Repeat, exactly as they appear, the lines from the one with "reading: 64 °C" through the last line of the entries below, but none of the pictures.

WORKING DATA ::
Content starts

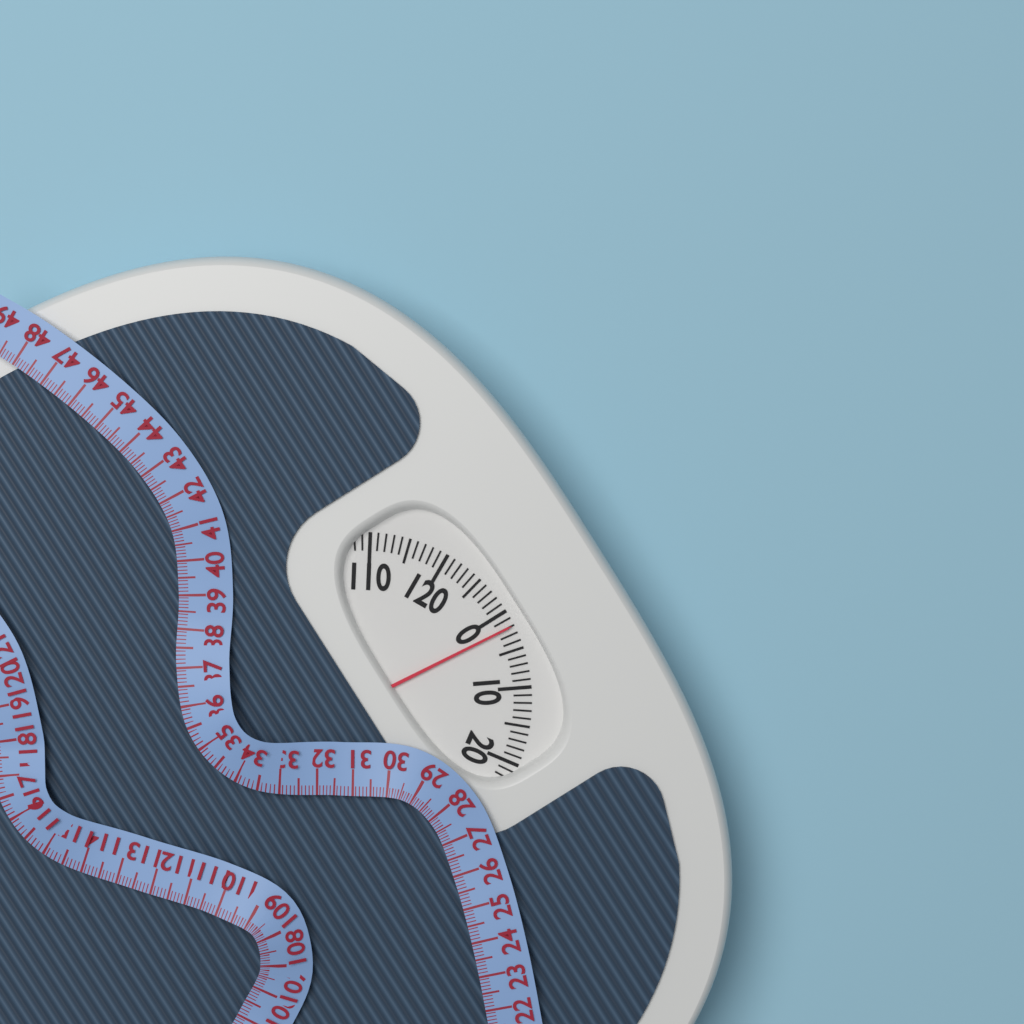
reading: 2 (no unit)
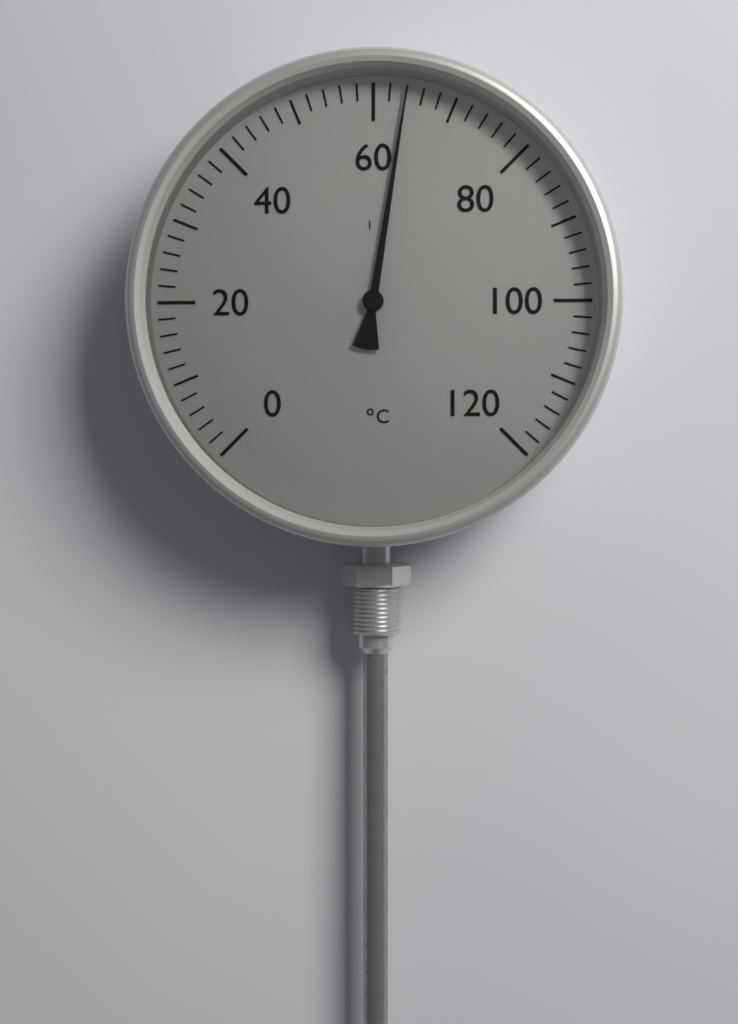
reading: 64 °C
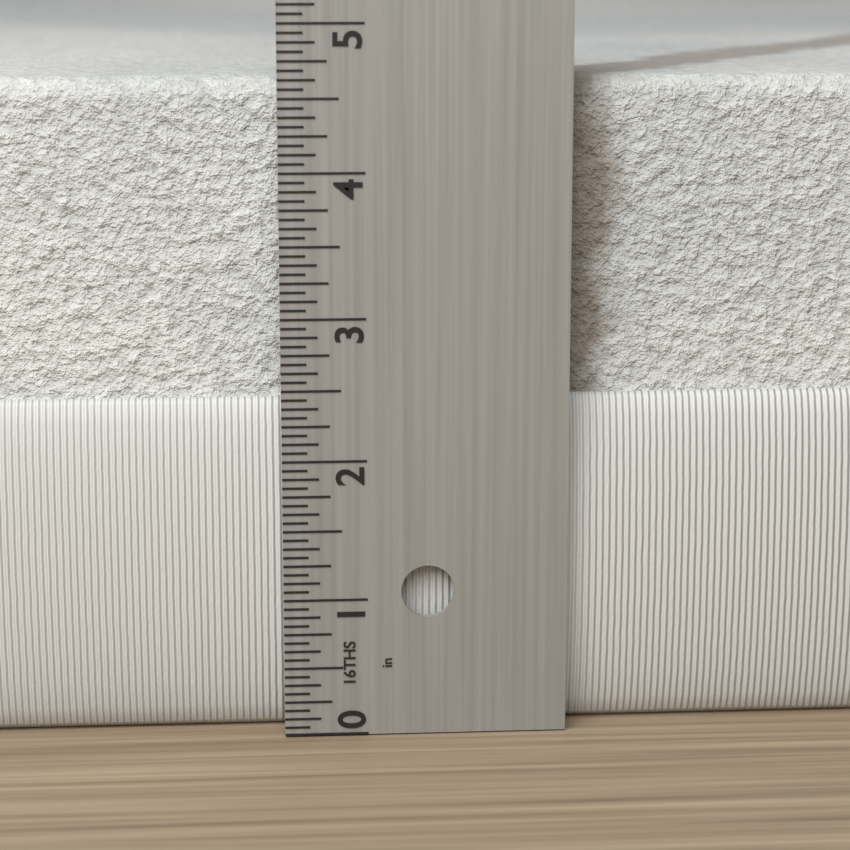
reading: 4.6250 in
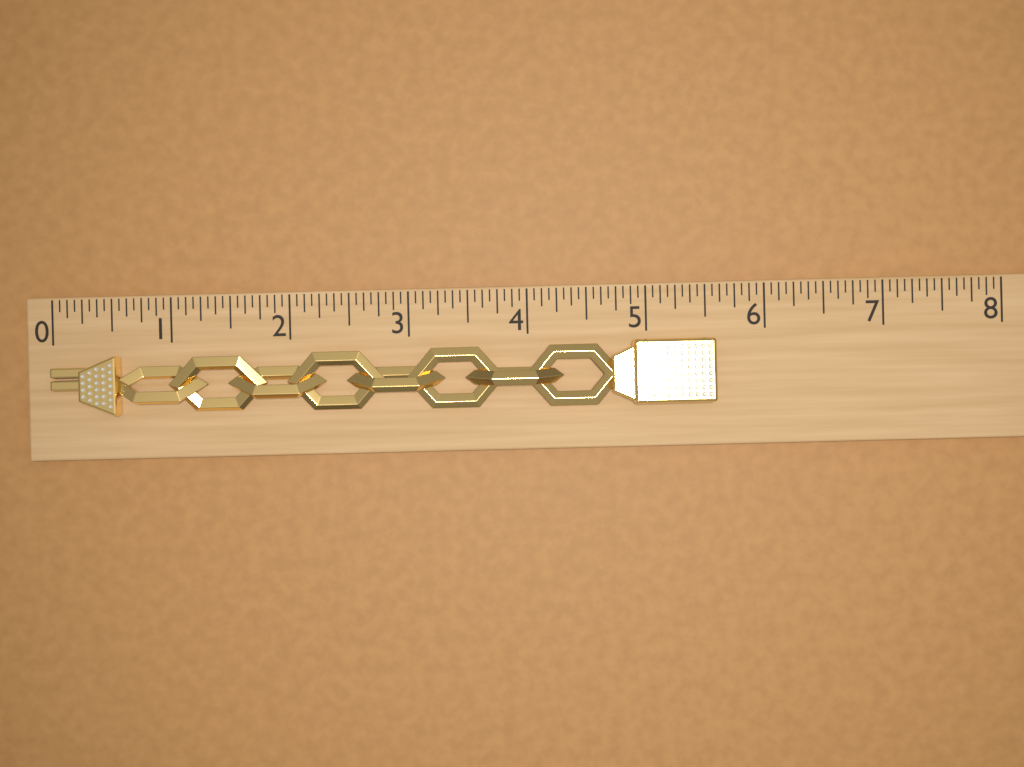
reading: 5.5625 (no unit)
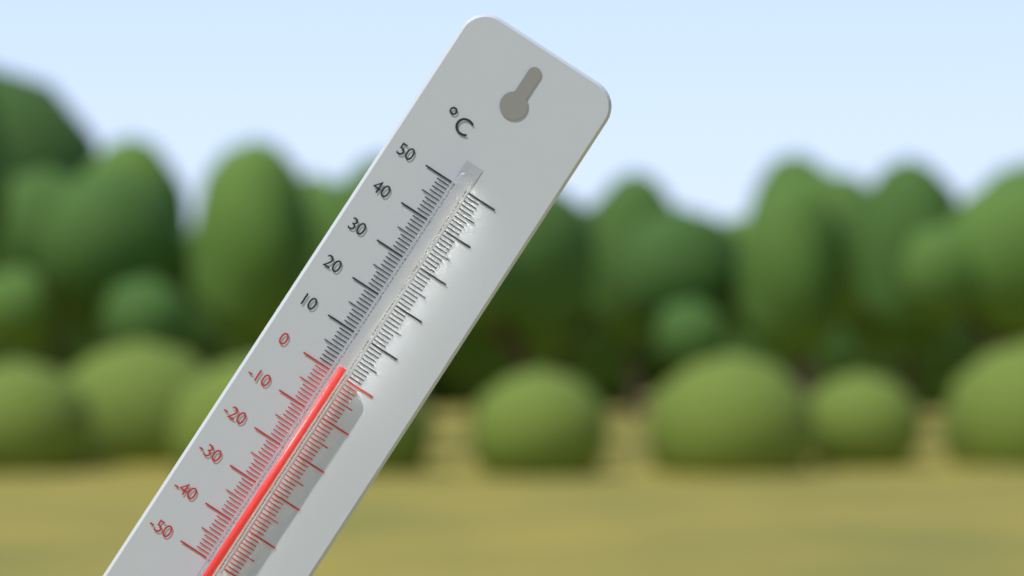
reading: 2 °C
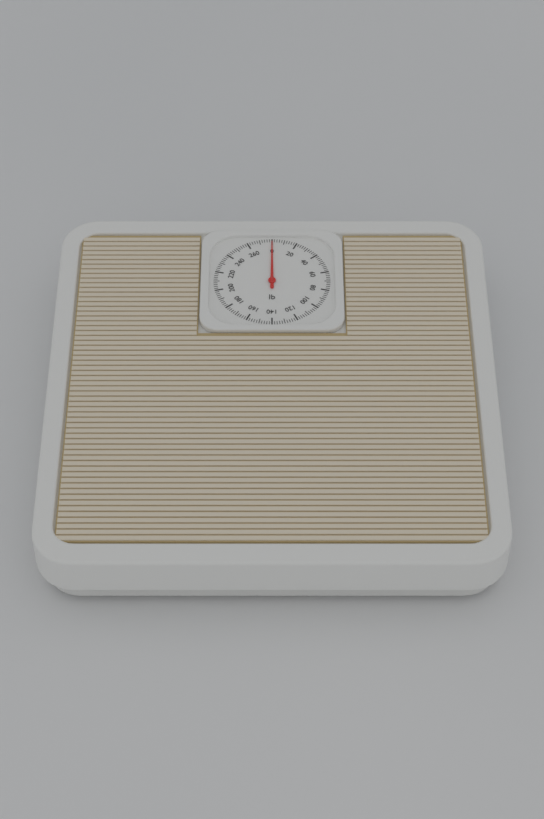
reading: 0 lb
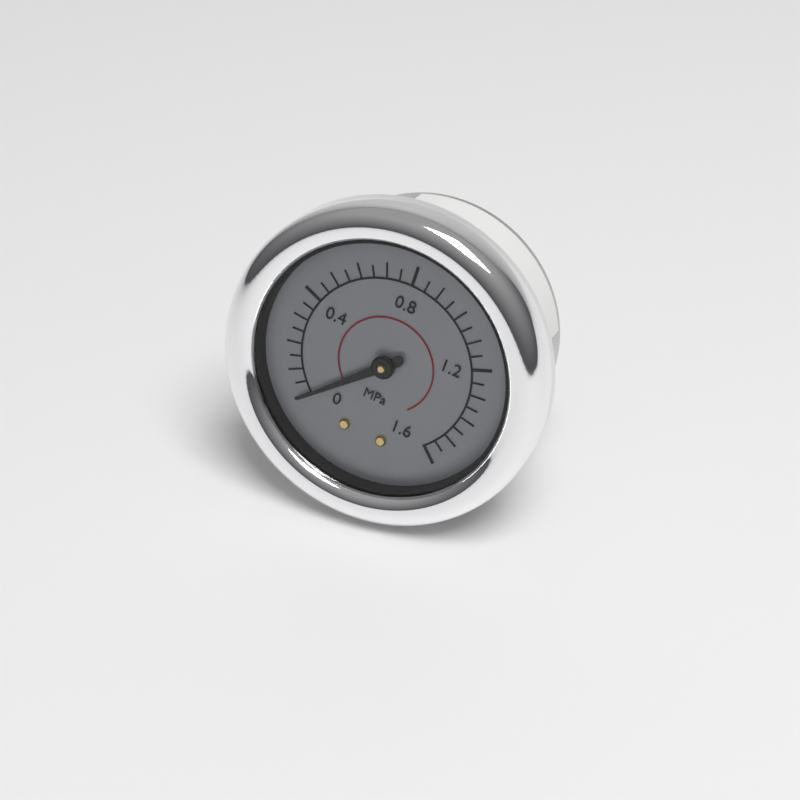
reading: 0.00 MPa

Content ends

EXERCISE SOLUTION ::
reading: 64 °C
reading: 4.6250 in
reading: 5.5625 (no unit)
reading: 2 °C
reading: 0 lb
reading: 0.00 MPa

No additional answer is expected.